The Sherman was of conventional layout, with a driver and hull gunner/radio operator at the front of the hull; a fighting compartment and turret housing the gunner, loader, and commander; and the engine compartment at the rear.The early versions were armed with a short-barreled 75mm main gun, although it was progressively up-gunned: first to long-barreled 75mm guns, then to a 76.2mm gun in a variant known as the Firefly: 9,677 M4A1s were built with 75mm guns, with another 6,281 built with the 76.2mm weapon. It had a .30 caliber machine gun in a ball mount in the glacis plate, another coaxial to the main gun, and a .50 caliber machine gun mounted on the turret roof.
The M4A1 had a 400hp Chrysler gasoline engine. Its suspension featured three twin bogies with a vertical suspension and integrated return rollers, a rear idler, and front sprockets.

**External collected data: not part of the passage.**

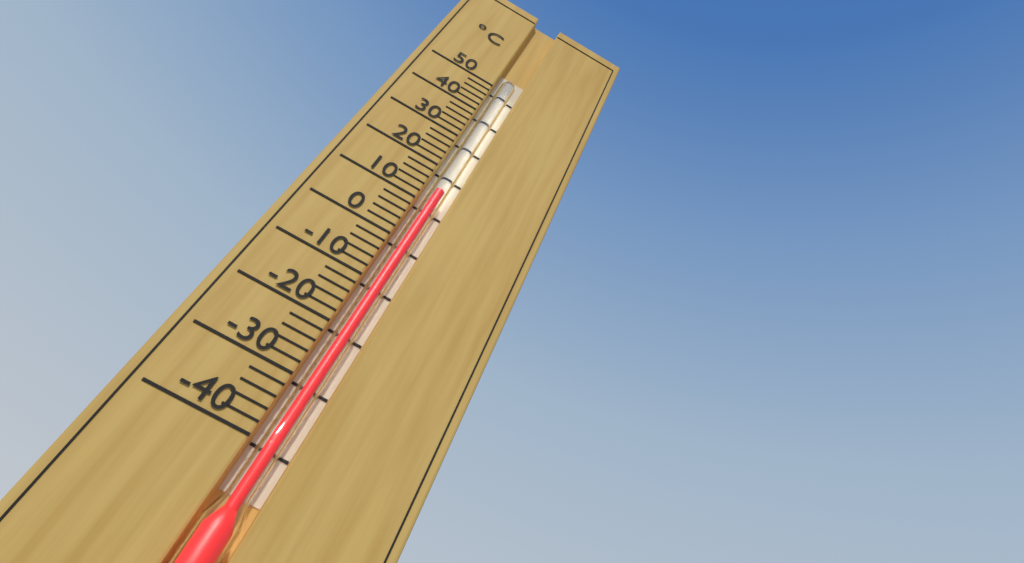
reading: 14 °C
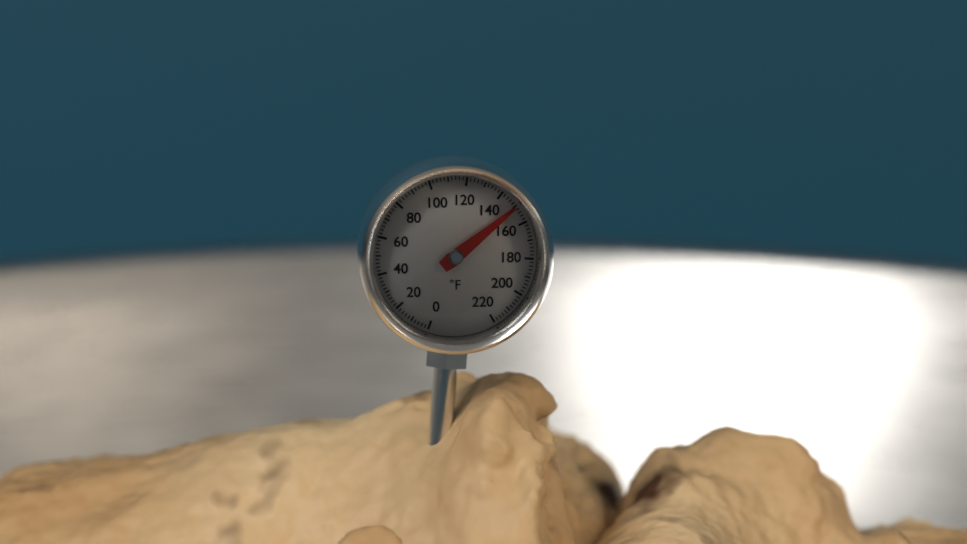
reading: 150 °F
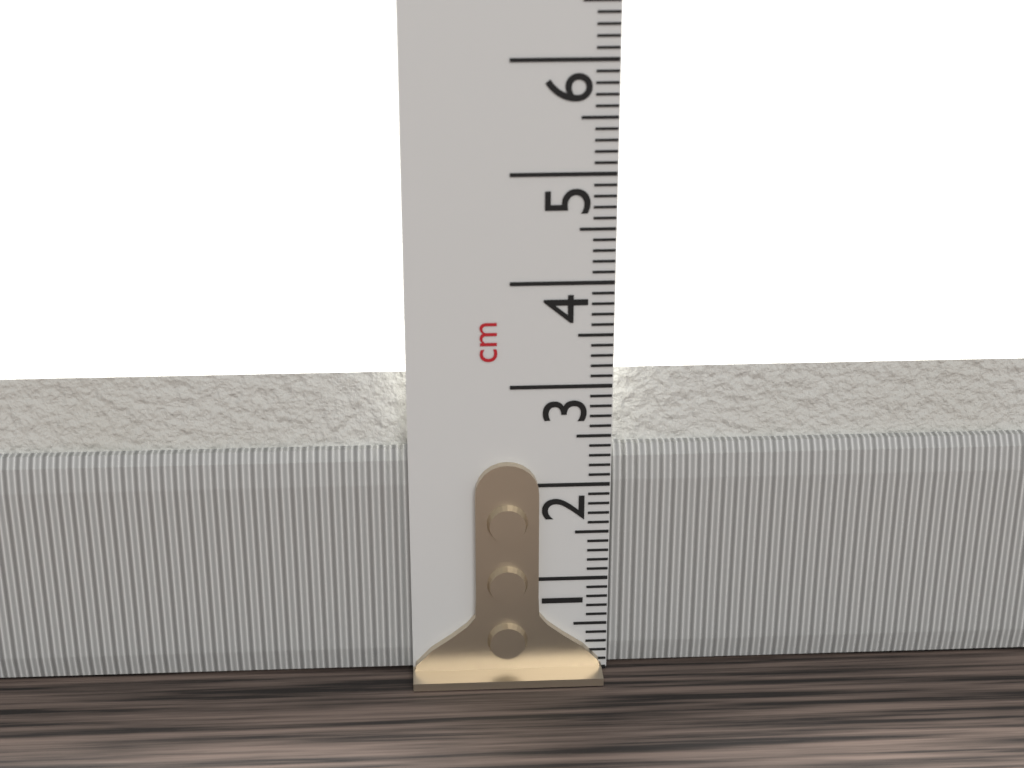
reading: 3.1 cm
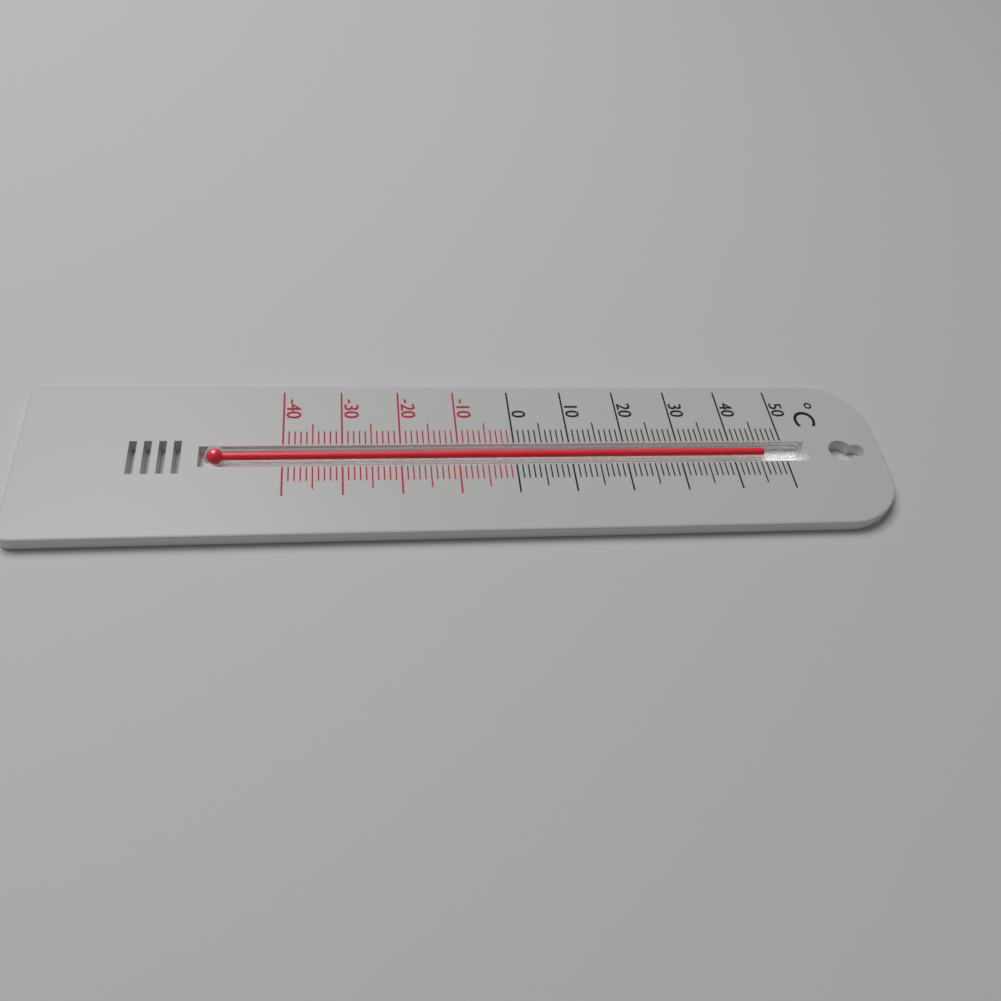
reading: 46 °C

The M4 served as the basis for a variety of vehicles, including: - Armored recovery vehicles
- Tank destroyers
- Rocket launchers
- Mine clearing vehicles
By 1946, when production finally ceased, 49,234 M4 Shermans had been built, with major variants from M4A1 through M4A6. Shermans continued to serve in the US and then in foreign armies (notably Israel, where they were upgraded to the “Super Sherman”) for many years after the war.